The path of the musical form had earlier been laid in text, something becoming a more significant influence as the spread of the printing press made mass-market publications more accessible and they spread even within non-literate populations because as public and private readings became common forms of entertainment.  Although elements of what would later be understood as melodrama exist in the gloomy tragedies of the French novelist Claude Prosper Jolyot de Crébillon (1707–1777), more of an influence on the composers would be those who wrote with a lighter touch including the Swiss philosopher Jean-Jacques Rousseau (1712–1778) whose Pygmalion (1775) and French theatre director and playwright René-Charles Guilbert de Pixerécourt (1773–1844) whose Le Pèlerin blanc ou les Enfants du hameau (The White Pilgrim (or The Children of the Village)) both came to be regarded as part of the inchoate framework of the genre.  Literary theorists still debate the matter of cause & effect between melodrama and the growing vogue of the Gothic novel, one of fiction’s more emotionally manipulative paths, many concluding the relationship between the two was symbiotic.

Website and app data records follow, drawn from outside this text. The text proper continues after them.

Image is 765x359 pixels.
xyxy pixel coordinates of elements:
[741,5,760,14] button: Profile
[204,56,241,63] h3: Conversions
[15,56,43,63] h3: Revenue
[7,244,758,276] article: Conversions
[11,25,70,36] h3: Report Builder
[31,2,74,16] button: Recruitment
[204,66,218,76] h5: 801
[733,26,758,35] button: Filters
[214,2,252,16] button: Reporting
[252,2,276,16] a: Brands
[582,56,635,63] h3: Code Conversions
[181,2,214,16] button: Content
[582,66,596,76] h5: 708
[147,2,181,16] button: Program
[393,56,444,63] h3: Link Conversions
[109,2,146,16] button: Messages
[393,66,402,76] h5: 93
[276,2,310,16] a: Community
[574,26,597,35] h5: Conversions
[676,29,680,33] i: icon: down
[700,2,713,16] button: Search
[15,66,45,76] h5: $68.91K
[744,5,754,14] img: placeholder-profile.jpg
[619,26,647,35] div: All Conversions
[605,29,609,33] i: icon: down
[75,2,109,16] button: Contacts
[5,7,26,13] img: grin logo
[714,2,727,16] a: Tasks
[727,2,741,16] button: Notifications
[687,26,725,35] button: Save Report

There was also the commercial imperative.  Literary historians have documented the simultaneous proliferation of melodramas produced for the English stage during the nineteenth century (notably adaptations of novels by popular authors such as Charles Dickens (1812–1870) and Sir Walter Scott (1771–1832)) and the paucity in original work of substance.  There are some who have argued the writers had “lost their ear” for dramatic verse and prose but it more likely they realized they had “lost their audiences” and these were people with bills to pay (the term “potboiler” was coined later to describe “books written only to provide food for the stove” but few authors of popular fiction have ever been far removed from concerns with their sales).  The reason the melodramas which flourished in the 1800s were so popular will be unsurprising to modern film-makers, political campaign strategists and other content providers for they can be deconstructed as a class of naively sensational entertainment in which the protagonists & antagonists were excessively virtuous or exceptionally evil (thus all tiresome complexities reduced for something black & white), the conflict played out with blood, thrills and violence (spectres, ghouls, witches & vampires or the sordid realism of drunkenness, infidelity or personal ruin used as devices as required).

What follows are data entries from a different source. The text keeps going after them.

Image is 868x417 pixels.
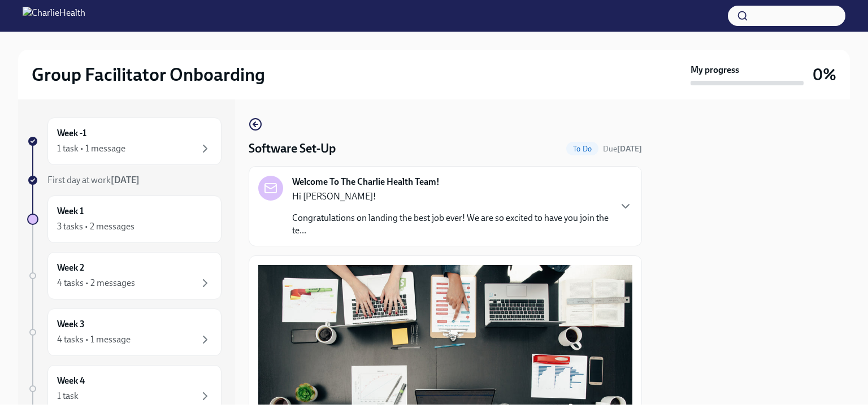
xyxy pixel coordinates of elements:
[57,277,135,290] div: 4 tasks • 2 messages
[57,375,85,387] h6: Week 4
[32,63,265,86] h2: Group Facilitator Onboarding
[293,190,610,203] p: Hi [PERSON_NAME]!
[27,309,221,356] a: Week 34 tasks • 1 message
[57,221,135,233] div: 3 tasks • 2 messages
[23,7,86,25] img: CharlieHealth
[111,175,139,185] strong: [DATE]
[813,65,836,85] h3: 0%
[293,212,610,237] p: Congratulations on landing the best job ever! We are so excited to have you join the te...
[249,140,336,157] h4: Software Set-Up
[57,205,84,218] h6: Week 1
[293,176,440,188] strong: Welcome To The Charlie Health Team!
[57,261,84,274] h6: Week 2
[617,144,642,154] strong: [DATE]
[57,142,126,155] div: 1 task • 1 message
[27,196,221,243] a: Week 13 tasks • 2 messages
[57,127,87,139] h6: Week -1
[57,390,78,403] div: 1 task
[603,144,642,154] span: Due
[691,64,739,77] strong: My progress
[27,174,221,187] a: First day at work[DATE]
[603,144,642,154] span: September 16th, 2025 09:00
[57,318,85,331] h6: Week 3
[567,145,599,153] span: To Do
[57,333,130,346] div: 4 tasks • 1 message
[47,175,139,185] span: First day at work
[27,365,221,413] a: Week 41 task
[27,118,221,165] a: Week -11 task • 1 message
[27,252,221,300] a: Week 24 tasks • 2 messages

The word “melodrama” appears often in commentaries on politics and that’s a trend which was probably accelerated by the presentation moving for most purposes to screens and Donald Trump (b 1946; US president 2017-2021) revolutionizing the business by applying the tricks & techniques of reality TV (itself an oxymoron) meant the whole process can now be thought an unfolding melodrama, indeed, the Trump model cannot work as anything else.  The idea of “politics as theatre” was first discussed in the US in the 1960s but then a phenomenon like Mr Trump would have been thought absurdly improbable.

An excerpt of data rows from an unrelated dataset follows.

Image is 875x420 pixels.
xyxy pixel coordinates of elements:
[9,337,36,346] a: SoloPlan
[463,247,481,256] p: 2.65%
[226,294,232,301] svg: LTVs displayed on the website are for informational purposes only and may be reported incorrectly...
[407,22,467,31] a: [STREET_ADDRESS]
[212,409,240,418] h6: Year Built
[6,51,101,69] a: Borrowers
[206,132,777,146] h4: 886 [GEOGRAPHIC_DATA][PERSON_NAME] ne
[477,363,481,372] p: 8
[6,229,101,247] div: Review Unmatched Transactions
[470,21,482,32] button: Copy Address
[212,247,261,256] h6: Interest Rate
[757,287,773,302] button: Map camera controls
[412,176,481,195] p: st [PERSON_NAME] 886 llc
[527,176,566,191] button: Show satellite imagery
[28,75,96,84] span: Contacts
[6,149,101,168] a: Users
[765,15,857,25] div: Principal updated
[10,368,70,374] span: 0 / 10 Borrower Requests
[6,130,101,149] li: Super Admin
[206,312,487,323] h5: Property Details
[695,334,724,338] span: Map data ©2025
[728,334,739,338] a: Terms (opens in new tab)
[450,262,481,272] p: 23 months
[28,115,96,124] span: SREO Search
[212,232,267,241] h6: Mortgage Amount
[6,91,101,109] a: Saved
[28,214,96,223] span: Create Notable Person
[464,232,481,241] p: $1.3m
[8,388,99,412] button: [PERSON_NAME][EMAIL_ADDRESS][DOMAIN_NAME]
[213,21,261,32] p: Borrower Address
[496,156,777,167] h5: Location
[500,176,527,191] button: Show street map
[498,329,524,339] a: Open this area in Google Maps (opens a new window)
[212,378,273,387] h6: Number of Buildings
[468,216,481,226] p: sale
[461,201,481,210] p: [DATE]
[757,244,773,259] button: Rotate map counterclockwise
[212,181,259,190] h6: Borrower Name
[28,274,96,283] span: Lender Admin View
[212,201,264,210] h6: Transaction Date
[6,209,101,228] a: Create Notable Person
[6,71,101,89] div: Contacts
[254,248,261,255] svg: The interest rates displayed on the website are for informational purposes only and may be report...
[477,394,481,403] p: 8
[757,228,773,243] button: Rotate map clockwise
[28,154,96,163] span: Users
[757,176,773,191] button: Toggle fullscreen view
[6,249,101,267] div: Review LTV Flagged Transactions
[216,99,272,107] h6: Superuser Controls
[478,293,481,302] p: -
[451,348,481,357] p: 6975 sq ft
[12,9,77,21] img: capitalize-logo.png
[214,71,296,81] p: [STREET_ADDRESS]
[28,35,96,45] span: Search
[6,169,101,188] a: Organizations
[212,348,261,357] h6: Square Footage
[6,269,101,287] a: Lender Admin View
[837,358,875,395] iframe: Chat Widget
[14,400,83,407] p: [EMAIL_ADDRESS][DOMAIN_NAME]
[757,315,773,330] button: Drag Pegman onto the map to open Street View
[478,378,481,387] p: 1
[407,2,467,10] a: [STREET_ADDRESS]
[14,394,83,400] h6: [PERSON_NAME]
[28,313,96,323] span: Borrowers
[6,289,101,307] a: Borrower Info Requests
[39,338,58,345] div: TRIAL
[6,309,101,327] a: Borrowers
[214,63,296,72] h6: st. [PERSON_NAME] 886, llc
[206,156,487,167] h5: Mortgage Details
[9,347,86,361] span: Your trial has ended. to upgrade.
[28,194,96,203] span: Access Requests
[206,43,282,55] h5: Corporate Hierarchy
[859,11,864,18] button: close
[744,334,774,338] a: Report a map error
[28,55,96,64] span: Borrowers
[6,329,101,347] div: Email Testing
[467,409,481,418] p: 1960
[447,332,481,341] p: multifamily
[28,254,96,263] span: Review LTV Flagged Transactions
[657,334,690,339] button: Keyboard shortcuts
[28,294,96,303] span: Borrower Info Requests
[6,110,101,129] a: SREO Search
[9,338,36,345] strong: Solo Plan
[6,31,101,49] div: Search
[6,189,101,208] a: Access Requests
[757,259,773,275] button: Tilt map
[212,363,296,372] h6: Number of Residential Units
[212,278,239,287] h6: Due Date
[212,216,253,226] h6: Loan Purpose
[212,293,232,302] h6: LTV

Because of the popularity of the form, melodrama has rarely found much favor with the critics and that old curmudgeon Henry Fowler (1858–1933) in A Dictionary of Modern English Usage (1926) noted (and, one suspects, not without some satisfaction) that the term generally was “…used with some contempt, because the appeal of such plays as are acknowledged to deserve the title is especially to the unsophisticated & illiterate whose acquaintance with human nature is superficial, but whose admiration for goodness and detestation of wickedness is ready & powerful.”  Henry Fowler moved among only a certain social stratum.  He added that the task of the melodramatist’s was to establish in the audience’s mind the notion of the dichotomous characters as good & wicked and then “…provide striking situations that shall provoke and relieve anxieties on behalf of poetic justice.”  One device once used to produce the desired effect was of course music and a whole academic industry emerged in the mid-twentieth century to explain how different sounds could be used to suggest or summon certain emotions and because music increasingly ceased to be an essential part of the melodramatic form, the situations, dialogue and events in purely textual productions became more exaggerated.